Hernandez is correct in identifying a serious dating error in Schmid's argument, and Sinaiticus' many corrections to the text of Revelation definitely warrant reinvestigation.10 However, his claim of a seventh-century date for Schmid's Sa corrections may appear, in this article at least, overconfident. Indeed, Milne and Skeat were themselves hesitant to ascribe a definitive date to the C-class corrections, allowing for some leeway anywhere between the fifth- and seventh-century dates.11 Later on, Skeat would give a more specific judgement concerning the Ca corrector in particular, dating him to the sixth century.12 More recently still, Amy C. Myshrall's palaeographical analysis led her to similar conclusions.13 And even in his latest article, Hernandez has invoked Milne and Skeat's more cautious stance, calling for fresh palaeographical investigations.14 If indeed Ca worked in (roughly) the sixth century, then his corrections still predate, by almost a century, the composition of Andreas’ commentary, not to mention later minuscules with the Andreas-type text.
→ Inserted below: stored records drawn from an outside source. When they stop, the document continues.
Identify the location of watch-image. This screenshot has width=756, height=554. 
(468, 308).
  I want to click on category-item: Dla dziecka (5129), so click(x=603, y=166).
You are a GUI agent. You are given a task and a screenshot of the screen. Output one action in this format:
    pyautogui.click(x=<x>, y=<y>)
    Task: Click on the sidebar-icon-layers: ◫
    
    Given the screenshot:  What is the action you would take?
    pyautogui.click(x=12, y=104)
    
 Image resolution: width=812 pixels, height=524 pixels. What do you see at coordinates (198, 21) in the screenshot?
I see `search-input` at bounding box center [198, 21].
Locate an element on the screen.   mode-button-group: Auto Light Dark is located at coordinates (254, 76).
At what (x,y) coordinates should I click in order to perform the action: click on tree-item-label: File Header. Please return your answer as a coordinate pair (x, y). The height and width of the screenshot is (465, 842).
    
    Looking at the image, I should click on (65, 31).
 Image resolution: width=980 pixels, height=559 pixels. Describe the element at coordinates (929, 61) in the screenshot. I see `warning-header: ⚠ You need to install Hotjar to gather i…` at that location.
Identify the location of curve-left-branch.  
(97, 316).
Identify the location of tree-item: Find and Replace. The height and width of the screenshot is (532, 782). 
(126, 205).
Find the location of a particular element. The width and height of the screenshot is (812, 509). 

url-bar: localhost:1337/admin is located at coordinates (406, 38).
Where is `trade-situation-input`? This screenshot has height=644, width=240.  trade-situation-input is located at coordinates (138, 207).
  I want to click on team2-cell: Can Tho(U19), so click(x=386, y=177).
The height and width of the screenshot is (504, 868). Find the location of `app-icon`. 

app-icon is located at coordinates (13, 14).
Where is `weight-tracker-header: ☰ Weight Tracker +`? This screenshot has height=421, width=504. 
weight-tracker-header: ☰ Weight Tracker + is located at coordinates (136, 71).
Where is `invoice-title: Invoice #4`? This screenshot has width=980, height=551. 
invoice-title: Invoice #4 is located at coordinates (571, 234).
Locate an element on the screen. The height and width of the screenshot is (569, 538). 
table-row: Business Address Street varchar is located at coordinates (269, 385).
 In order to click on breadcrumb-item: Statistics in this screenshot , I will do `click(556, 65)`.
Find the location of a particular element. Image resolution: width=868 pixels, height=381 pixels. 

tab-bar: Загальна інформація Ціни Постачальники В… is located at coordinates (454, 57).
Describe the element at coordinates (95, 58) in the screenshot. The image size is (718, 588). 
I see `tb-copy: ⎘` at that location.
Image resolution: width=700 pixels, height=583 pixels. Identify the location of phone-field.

Since the text of Ca’s exemplar must have predated his correcting activity, it could theoretically still be viewed as a sixth-century - and possibly even earlier - witness to the Andreas text. The dating of
these corrections, however, cannot, as such, settle the matter. Indeed, as will be seen, further complexities are involved in this line of enquiry, complexities which must be dealt with on a case-by-case basis.
10 The earliest layer of corrections in Revelation is a subject of my forthcoming study. On the earliest corrections of the Marcan portion, see my 'The Eaiiiest Corrections in Codex Sinaiticus: A Test Case from the Gospel of Mark', BASP 50 (2013) 207-54.
11 Milne and Skeat, Scribes and Correctors, 65.
12 T. C. Skeat, ‘The Codex Sinaiticus, The Codex Vaticanus and Constantine ’, Collected Biblical Writings of T. C. Skeat (introduced and edited by J. K. Elliott; NovTSup 113; Leiden: Brill, 2004) 200.
13 Cf. A. C. Myshrall. ‘Codex Sinaiticus, its Correctors, and the Caesarean Text of the Gospels' (Ph.D. diss., University of Birmingham, 2005) 91: ‘The date suggested by Milne and Skeat as between the 5th and 7th centuries can thus be seen as reasonable, although I would tend to place Ca towards the first half of this period. ’
14 See Hernandez Jr, 'The Legacy of Wilhelm Bousset’, 30-1 nn. 50-1. Incidentally, NA28 continues to date these corrections (designated as X2) to the seventh century. Cf. Hernandez Jr, ‘Creation’, 116, 118-19.